Americans have moved beyond using technology just to surf the Internet and listen to CDs. They now seek technology that brings order to their lives, according to a recent study by the Barna Research Group.
Barna identified the realm of personal entertainment as perhaps the most significant shift. The rise of the DVD, or digital video disks, and surround-sound audio equipment combine to make home theaters rival the experience of going out to the movies.
DVD players have been the fastest-selling technology in the country since 2000. They are now as common in households as desktop computers and Internet access.
Nearly one third (32 percent) of all households have home-theater systems. And 28 percent of households have satellite television programming, giving them access to hundreds of channels.
Gadgets also abound for those on the go.
Barna reported that “the combined purchases of laptops, notebooks, palmtops, pocket computers and PDAs (personal digital assistant devices) outpace unit sales of desk-bound computers–with many consumers owning multiple portable-computing gadgets.”
Twenty-eight percent of Americans own some type of mobile-computing device, nearly 50 percent higher than three years ago. One quarter of Americans own a laptop or notebook computer (23 percent) and one in seven has a palmtop, pocket computer, or PDA (14 percent).
Sales of desktop computers have plateaued, while cell phone sales continue to climb.
While the Internet remains possibly the most influential technology, its growth has slowed somewhat after rapid expansion of Internet use in the late 1990s. Fifty-nine percent of adults have home Internet access, and about 55 million adults access the Internet through high-speed connections.
“Because of young people’s appetite for such devices, we are likely to see an even greater shift toward devices that ‘do it all’—compact computers equipped for mobile Internet connections, cell phones that receive and transmit real-time visual images, and vast music and movie libraries on portable and home-based technologies,” wrote David Kinnaman, vice president of the Barna Research Group.
And Christians aren’t sheepish about using technology for themselves. While demographics often play a role in technology use, Barna found that born-again believers are just as tech savvy as non-religious Americans.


* _EXERCISE PROMPT_
The answer is a stretch of the material below, returned exactly: the line containing "Describe the element at coordinates (383, 223)", the line containing "What do you see at coordinates (941, 161)", and all lines between.
- - -
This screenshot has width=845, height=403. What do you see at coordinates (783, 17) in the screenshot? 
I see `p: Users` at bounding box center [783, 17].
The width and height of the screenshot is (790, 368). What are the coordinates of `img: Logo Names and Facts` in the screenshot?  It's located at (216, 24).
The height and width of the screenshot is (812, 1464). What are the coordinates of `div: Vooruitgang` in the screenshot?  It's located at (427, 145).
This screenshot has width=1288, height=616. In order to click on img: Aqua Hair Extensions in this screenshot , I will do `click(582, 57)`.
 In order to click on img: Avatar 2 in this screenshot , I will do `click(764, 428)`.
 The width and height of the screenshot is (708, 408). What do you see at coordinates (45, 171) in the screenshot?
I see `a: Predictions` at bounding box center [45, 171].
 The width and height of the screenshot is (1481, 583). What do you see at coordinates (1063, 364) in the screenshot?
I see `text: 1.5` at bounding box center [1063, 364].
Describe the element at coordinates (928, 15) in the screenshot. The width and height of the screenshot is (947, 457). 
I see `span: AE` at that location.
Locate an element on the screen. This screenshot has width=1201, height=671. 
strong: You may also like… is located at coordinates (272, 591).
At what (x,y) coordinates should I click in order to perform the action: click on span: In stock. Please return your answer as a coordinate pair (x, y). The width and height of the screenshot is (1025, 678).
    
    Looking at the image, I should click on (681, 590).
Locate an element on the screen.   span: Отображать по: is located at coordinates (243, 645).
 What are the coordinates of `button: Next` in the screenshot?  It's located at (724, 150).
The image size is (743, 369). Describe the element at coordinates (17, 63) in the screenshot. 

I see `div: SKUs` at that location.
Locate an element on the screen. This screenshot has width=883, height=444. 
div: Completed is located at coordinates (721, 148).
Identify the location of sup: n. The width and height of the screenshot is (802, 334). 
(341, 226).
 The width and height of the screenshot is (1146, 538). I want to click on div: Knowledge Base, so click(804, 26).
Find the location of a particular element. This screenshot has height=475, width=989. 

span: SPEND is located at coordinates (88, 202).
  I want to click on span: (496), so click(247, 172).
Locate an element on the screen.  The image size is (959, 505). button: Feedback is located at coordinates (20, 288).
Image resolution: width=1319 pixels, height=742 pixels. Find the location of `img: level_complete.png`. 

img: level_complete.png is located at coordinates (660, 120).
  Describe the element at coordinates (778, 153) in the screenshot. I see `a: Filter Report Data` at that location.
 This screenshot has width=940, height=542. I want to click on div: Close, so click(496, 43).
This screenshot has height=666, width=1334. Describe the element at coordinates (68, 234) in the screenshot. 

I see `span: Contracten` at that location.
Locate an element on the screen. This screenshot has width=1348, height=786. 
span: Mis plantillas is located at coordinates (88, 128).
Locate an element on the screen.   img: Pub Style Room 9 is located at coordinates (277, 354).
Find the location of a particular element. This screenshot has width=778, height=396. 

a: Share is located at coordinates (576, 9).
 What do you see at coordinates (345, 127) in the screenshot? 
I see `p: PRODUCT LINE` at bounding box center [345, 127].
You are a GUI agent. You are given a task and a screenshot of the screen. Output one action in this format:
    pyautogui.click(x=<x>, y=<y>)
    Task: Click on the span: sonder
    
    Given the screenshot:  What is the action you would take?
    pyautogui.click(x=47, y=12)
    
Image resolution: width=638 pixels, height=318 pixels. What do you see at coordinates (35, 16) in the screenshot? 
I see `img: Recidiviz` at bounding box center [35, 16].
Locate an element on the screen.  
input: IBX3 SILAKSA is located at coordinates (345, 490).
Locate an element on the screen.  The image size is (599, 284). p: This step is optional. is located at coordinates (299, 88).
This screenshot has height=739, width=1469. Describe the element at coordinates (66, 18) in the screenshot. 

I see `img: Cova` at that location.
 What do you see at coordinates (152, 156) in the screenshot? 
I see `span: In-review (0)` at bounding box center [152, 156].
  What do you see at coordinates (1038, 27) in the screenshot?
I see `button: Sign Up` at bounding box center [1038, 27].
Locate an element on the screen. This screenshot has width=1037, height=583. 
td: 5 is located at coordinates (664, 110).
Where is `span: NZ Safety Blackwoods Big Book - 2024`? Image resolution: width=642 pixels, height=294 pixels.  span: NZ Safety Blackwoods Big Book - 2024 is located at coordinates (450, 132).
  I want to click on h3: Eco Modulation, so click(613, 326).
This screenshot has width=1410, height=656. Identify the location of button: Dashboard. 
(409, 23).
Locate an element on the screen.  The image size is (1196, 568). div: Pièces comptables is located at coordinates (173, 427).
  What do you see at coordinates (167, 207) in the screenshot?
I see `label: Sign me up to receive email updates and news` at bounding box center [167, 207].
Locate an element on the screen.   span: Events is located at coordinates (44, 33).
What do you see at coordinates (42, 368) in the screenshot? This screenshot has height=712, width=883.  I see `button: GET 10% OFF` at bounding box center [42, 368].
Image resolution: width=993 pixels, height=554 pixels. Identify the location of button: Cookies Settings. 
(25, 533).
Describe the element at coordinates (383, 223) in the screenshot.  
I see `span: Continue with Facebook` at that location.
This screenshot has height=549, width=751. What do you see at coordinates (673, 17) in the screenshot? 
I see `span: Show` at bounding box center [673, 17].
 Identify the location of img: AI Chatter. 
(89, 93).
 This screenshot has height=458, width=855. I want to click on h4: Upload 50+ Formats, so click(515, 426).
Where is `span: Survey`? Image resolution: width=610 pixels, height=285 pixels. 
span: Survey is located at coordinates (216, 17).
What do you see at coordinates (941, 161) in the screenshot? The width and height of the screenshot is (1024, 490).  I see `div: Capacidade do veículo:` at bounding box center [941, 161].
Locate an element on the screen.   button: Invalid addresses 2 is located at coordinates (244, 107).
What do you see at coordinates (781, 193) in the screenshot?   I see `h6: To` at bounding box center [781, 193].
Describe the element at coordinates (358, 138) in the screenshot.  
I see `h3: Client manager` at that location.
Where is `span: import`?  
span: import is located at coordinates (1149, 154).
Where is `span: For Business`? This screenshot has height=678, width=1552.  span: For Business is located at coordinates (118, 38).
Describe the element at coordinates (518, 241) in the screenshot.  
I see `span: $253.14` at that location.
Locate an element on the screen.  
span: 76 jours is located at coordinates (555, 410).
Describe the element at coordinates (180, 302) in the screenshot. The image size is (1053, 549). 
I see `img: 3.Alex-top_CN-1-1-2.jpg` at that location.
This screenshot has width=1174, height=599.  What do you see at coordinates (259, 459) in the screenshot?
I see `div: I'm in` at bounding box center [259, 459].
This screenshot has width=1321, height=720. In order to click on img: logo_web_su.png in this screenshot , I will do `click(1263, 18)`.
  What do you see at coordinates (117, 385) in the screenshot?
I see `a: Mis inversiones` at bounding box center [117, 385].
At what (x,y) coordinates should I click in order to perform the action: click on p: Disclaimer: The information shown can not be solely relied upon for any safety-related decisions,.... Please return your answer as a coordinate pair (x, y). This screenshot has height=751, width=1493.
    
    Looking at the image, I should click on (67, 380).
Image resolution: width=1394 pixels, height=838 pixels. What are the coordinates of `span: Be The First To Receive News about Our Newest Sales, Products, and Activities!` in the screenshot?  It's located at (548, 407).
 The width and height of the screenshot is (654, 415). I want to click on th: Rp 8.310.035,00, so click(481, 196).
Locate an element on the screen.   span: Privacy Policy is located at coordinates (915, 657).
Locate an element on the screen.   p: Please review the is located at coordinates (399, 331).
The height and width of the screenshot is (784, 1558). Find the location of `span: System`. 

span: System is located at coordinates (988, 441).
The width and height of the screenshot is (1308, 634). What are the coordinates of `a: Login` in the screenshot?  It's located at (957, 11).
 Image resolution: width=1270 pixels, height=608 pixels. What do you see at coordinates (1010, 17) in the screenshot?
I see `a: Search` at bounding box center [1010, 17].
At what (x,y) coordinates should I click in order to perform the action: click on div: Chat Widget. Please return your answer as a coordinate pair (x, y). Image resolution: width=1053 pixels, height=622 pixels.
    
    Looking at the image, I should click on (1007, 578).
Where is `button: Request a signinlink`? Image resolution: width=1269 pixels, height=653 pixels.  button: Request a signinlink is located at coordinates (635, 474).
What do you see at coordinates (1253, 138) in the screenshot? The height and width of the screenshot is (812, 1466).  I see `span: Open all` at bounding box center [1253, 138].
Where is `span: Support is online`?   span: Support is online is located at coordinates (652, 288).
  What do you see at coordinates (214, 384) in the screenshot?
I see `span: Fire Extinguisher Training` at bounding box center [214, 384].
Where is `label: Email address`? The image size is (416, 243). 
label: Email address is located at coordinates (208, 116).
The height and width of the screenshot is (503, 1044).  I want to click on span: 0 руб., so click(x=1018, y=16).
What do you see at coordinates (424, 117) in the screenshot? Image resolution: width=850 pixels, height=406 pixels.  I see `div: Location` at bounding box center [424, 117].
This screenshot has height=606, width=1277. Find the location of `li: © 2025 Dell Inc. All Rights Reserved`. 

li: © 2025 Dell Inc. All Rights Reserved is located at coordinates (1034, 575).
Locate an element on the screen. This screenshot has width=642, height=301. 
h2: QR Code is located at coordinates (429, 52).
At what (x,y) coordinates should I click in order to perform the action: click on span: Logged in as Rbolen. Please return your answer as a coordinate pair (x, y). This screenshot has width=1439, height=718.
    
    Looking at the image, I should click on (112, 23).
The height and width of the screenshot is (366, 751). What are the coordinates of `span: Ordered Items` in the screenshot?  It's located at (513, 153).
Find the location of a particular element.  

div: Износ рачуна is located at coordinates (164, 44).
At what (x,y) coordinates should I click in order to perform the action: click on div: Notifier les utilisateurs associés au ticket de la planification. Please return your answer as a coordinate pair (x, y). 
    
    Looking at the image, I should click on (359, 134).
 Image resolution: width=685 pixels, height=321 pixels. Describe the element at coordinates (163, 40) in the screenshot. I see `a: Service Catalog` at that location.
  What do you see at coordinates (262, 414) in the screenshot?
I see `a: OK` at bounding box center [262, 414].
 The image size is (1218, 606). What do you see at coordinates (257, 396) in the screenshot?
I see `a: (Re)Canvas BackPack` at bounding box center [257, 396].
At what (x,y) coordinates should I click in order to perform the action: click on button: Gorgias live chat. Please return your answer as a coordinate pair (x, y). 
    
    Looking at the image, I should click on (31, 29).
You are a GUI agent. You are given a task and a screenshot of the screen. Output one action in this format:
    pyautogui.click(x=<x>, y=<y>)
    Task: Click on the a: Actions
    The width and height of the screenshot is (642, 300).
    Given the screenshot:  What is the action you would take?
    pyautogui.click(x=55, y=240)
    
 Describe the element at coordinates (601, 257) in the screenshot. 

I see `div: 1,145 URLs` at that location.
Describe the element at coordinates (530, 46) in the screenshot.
- - -
* _EXPECTED OUTPUT_
Describe the element at coordinates (383, 223) in the screenshot.  
I see `span: Continue with Facebook` at that location.
This screenshot has height=549, width=751. What do you see at coordinates (673, 17) in the screenshot? 
I see `span: Show` at bounding box center [673, 17].
 Identify the location of img: AI Chatter. 
(89, 93).
 This screenshot has height=458, width=855. I want to click on h4: Upload 50+ Formats, so click(515, 426).
Where is `span: Survey`? Image resolution: width=610 pixels, height=285 pixels. 
span: Survey is located at coordinates (216, 17).
What do you see at coordinates (941, 161) in the screenshot? The width and height of the screenshot is (1024, 490).  I see `div: Capacidade do veículo:` at bounding box center [941, 161].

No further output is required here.